Journeys Into Night

If you think you felt pickled after the holidays, just imagine the plight of Portland Monthly’s editorial team. While reporting this month’s guide to the city’s bars, we dutifully filed out of our offices each night into the bleak, biting dark of midwinter, a roster of watering holes standing firmly between us and our couches. Kelly Clarke, our newly arrived senior editor who steered this particular feature, visited about 20 bars over the course of three weeks. (We ask forgiveness of her husband and daughter for this strange ritual of initiation.) There are, after all, 1,891 licensed bars in Portland—someone had to make the rounds.
Mornings in the office were filled with a din of commiseration and glee as we reported our findings: “What kind of self-respecting establishment serves muddled oranges and cherries in an old-fashioned?” “Have you ever witnessed the bizarre glory of Baby Ketten Karaoke?” “It was like some kind of soft-porn Slurpee!” “I’m telling you, I wanted to make out with this cocktail—it was that masculine.” But as we all sipped our way through town, slowly whittling down our list, we found ourselves thrilled with the 25 bars that endured, warming our bones and hearts on those cold nights.
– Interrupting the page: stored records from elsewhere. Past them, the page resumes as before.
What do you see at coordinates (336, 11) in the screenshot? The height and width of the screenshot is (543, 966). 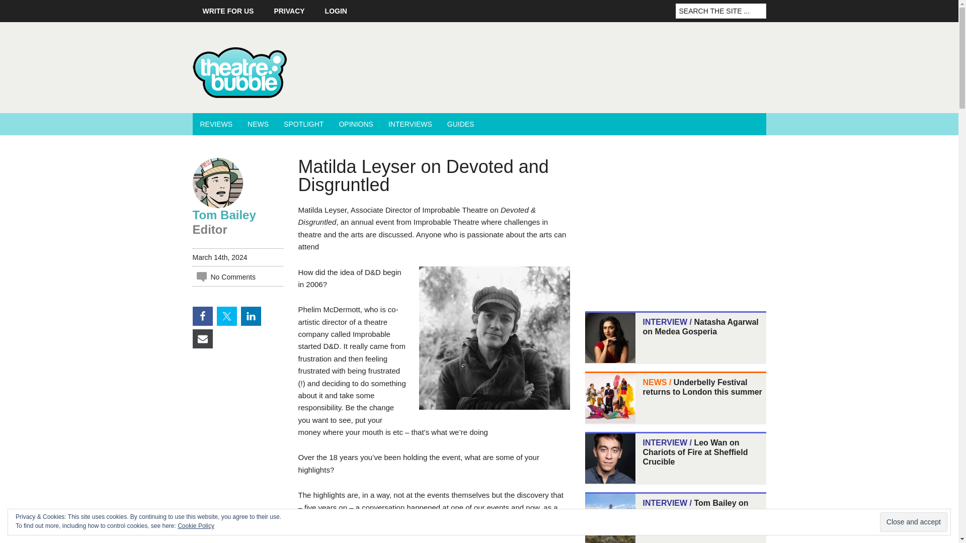 I see `LOGIN` at bounding box center [336, 11].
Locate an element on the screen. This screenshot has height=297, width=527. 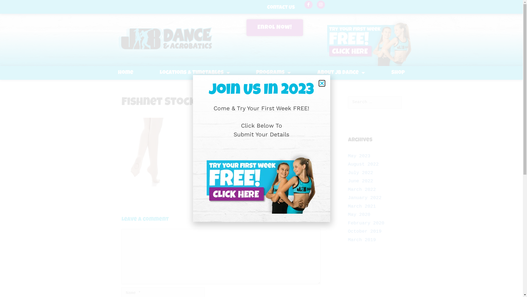
March 2022 is located at coordinates (362, 189).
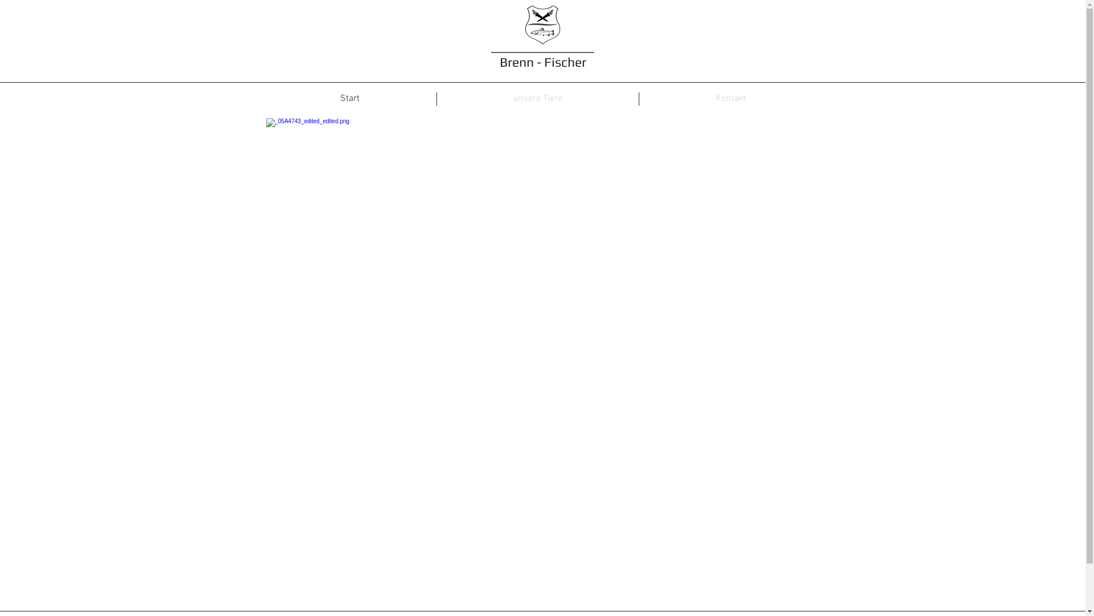  What do you see at coordinates (543, 62) in the screenshot?
I see `Brenn - Fischer` at bounding box center [543, 62].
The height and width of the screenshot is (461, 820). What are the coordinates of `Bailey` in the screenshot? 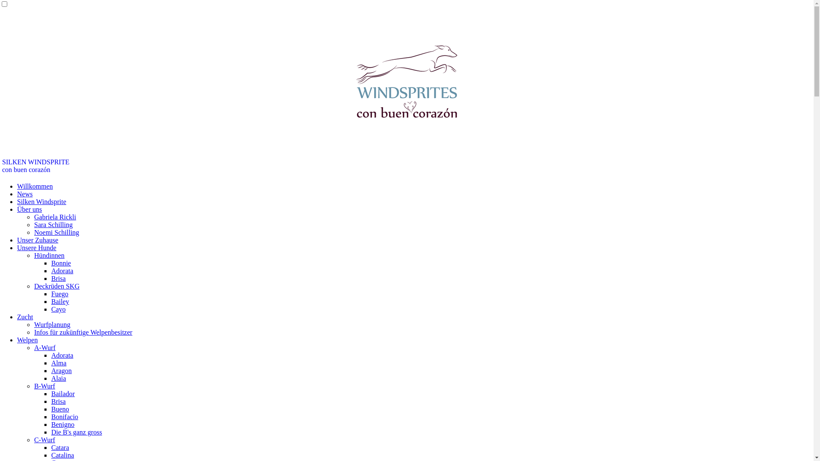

As you peruse our selections, you’ll find a haunted old dockworker hangout in Linnton rubbing elbows with candlelit cocktail labs, psychedelic tiki havens, and timeless dives. Strange bedfellows, but they all share that intangible essence of a great bar: when you walk in, you feel a sense of arrival. The rest of the world fades away and you can curl up, beverage in hand, maybe next to a fire, maybe in the glow of a karaoke screen, and “savor that little piece of time between one thing and the next”.
After this boozy romp through Stumptown, you might be ready for some sobriety. We were. Fortunately, this issue’s other features combine to create one of those pleasingly odd pile-ups that make working for a magazine not merely hazardous to your health but also quite fun. What could be more sobering than death? And yet Nancy Rommelmann’s sprightly story of a local undertaker who’s reinventing her little corner of the funeral industry invests that subject with Portland-style optimism and DIY spirit. Then our annual report on the area’s schools swings us in yet another direction, offering in-depth, by-the-numbers profiles of more than 600 public and private institutions dedicated to educating people far too young to even think about craft cocktails—let alone memorial planning.
So whether you’re seeking a suitable school, a backyard burial, or the perfect destination for your next night out, we’ve got you covered. Maybe by now, your New Year’s resolutions have faded away and you’re ready for a little fun after a healthy respite. I, for one, am still off the sauce. That’s one more bar stool for you.